The theme system, in time, created aristocratic families such as the Phocades, deeply entrenched in their local area, and deploying what amounted to private armies. These families, having troops loyal to them instead of the emperor and being financially autonomous, often challenged or even usurped imperial authority.

[edit] Organization of themata

Byzantine themata in c. 650.
Byzantine themata in c. 650.

Heraclius originally divided the holdings of the empire into five themes. These were the Armeniac (in 667), the Anatolic (in 669), the Opsician, the Carabisiani and the Thracian (all in 680). The Armeniac theme was originally composed of Pontus and Cappadocia, stretching from Sinope to Trebizond on the Black Sea and extending as far inland as Caesarea (in today's terms it would comprise the majority of the northeastern quarter of Asiatic Turkey). The Thracesian theme was originally composed of a band of territory hugging the coast from Dyrrhachium into Thrace, comprising most of modern Greece, Albania and European Turkey. The Opsician theme was originally composed of all of Bithynia and Paphlagonia, stretching from Abydos on the Dardanelles to Sinope on the Black Sea and inland to Ancyra (i.e. most of the northwestern quarter of what is now Asiatic Turkey). The southwestern quarter of what is now Turkey was divided between the Anatolic and Carabisiani themes. The Carabisiani theme was narrow band of territory that comprised the coastal province of Pamphylia and the isle of Rhodes. The Anatolic theme made a crescent shape arching around Carabisiani, and was originally composed of Lydia, Phrygia, Pisidia and parts of Galatia and Isauria (i.e. an arch of land from Izmir to Konya, and then down to the Mediterranean almost as far east as Mersin). These original five themes were later subdivided and new themes added as the empire pushed outward in the 9th and 10th centuries.

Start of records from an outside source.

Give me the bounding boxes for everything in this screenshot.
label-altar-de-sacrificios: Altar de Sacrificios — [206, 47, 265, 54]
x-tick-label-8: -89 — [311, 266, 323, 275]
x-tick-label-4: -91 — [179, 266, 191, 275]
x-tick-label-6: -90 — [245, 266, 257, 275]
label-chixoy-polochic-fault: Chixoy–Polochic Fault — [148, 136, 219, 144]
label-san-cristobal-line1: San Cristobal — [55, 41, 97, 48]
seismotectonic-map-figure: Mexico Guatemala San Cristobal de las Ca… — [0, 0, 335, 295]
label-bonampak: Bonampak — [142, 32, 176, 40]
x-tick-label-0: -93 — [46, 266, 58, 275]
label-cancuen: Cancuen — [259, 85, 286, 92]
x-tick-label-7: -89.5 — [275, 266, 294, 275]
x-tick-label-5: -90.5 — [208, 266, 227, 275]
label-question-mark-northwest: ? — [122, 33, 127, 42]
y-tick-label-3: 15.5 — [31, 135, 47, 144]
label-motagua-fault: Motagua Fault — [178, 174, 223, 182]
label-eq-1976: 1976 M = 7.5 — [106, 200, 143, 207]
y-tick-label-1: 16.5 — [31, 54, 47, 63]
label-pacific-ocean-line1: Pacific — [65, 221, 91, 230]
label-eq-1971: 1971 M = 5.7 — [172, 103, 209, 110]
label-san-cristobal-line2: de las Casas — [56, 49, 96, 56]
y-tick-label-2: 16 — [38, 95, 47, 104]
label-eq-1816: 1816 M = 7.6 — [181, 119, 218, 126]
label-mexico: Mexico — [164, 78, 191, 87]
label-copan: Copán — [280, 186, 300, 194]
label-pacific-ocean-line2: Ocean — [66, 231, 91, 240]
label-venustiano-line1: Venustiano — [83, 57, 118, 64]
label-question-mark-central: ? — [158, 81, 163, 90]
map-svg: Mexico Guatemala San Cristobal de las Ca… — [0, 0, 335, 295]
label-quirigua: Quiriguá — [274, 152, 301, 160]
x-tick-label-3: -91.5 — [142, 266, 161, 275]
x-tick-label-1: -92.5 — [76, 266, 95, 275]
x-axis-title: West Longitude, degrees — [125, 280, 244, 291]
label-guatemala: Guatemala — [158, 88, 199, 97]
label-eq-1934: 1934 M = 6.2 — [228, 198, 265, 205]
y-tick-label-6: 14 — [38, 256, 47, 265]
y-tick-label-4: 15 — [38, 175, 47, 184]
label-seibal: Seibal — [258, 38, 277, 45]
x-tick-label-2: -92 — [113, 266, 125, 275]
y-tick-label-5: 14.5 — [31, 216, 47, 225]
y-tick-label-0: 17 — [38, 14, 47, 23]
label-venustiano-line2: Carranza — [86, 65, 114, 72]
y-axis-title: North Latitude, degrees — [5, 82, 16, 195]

The following table illustrates the thematic structure as found in the Thracesian Theme, circa 902-936.

Name No. of personnel No. of subordinate units Officer in command
Themata 9 600 4 Merẽ Strategus
Turma, Meros 2 400 6 Drungi Turmarch
Drungus 400 2 Banda Drungary
Bandum 200 2 "Centuria" Count
"Century" 100 10 "Contubernia" Hecatontarch
50 5 "Contubernia" Pentecontarch
"Contubernium" 10 1 "Vanguard*" + 1 "Rear Guard*" Decarch
"Vanguard*" 5 n/a Pentrarch
"Rear Guard*" 4 n/a Tetrarch
  • Note: The term have been latinized and terms in quotations are contignuations of the roman Legion system or * direct translations.

[edit] Origins of themata

Each of the original five themata was formed from the Empire's earlier mobile field armies. As the empire had shrunk, most of the armies had retreated to newer stations in the interior. Heraclius assigned each mobile army a part of Anatolia. Because the language of the empire was also being changed from Latin to Greek, the themes acquired Hellenized names.

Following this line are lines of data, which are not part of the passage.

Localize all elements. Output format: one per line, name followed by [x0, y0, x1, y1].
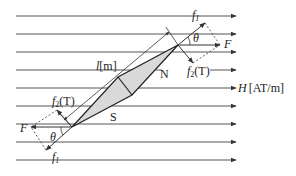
magnet-field-diagram: f1 θ F f2(T) N S l[m] H[AT/m] f2(T) F θ …	[0, 0, 296, 176]
f1-upper-label: f1	[192, 8, 199, 23]
field-label: H[AT/m]	[237, 81, 284, 95]
theta-lower-label: θ	[50, 130, 56, 144]
f2-upper-label: f2(T)	[187, 64, 210, 79]
theta-upper-label: θ	[193, 31, 199, 45]
north-forces	[178, 23, 220, 63]
length-label: l[m]	[96, 59, 117, 73]
f2-upper-arrow	[178, 45, 193, 63]
F-lower-label: F	[19, 121, 28, 135]
magnetic-needle	[72, 45, 178, 127]
f2-lower-label: f2(T)	[52, 94, 75, 109]
f1-lower-label: f1	[52, 150, 59, 165]
south-pole-label: S	[110, 110, 117, 124]
F-upper-label: F	[223, 37, 232, 51]
north-pole-label: N	[160, 67, 169, 81]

The Opsician theme was formed from the armies in the Emperor's presence, which had lately been known as the Obsequium (retinue). The armies in the Emperor's presence had been stationed in southern Thrace and northwestern Anatolia, near the capital of Constantinople, and this was where the Opsician Theme was formed.

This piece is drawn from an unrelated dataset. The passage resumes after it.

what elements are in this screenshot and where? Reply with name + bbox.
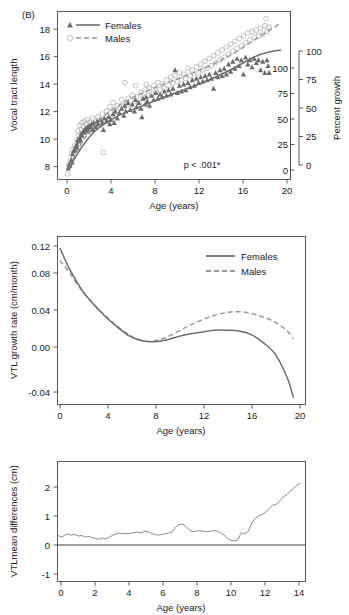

The Army of Armenia became the Armeniac theme, stationed in most of its original territory in eastern Anatolia, to the west of the Armenian protectorate. The Army of the East, which had formerly defended Roman Syria and Palestine, retreated when those areas were lost first to the Persians and later to the Arabs. They were settled in central Anatolia and became the Anatolic theme. The Army of Thrace became the Thracesian theme, settled in western Anatolia where Heraclius had withdrawn it. Emperor Constans also created a corps of marines, the Carabisian theme, named after a Greek word for ship (karabis) and based in Greece, in the Aegean islands and on the southern shore of Anatolia. This appears to have been formed from the remains of the Army of Illyricum, whose territory had included Greece.

[edit] Sources

  • Treadgold, Warren (1997). A History of the Byzantine State and Society.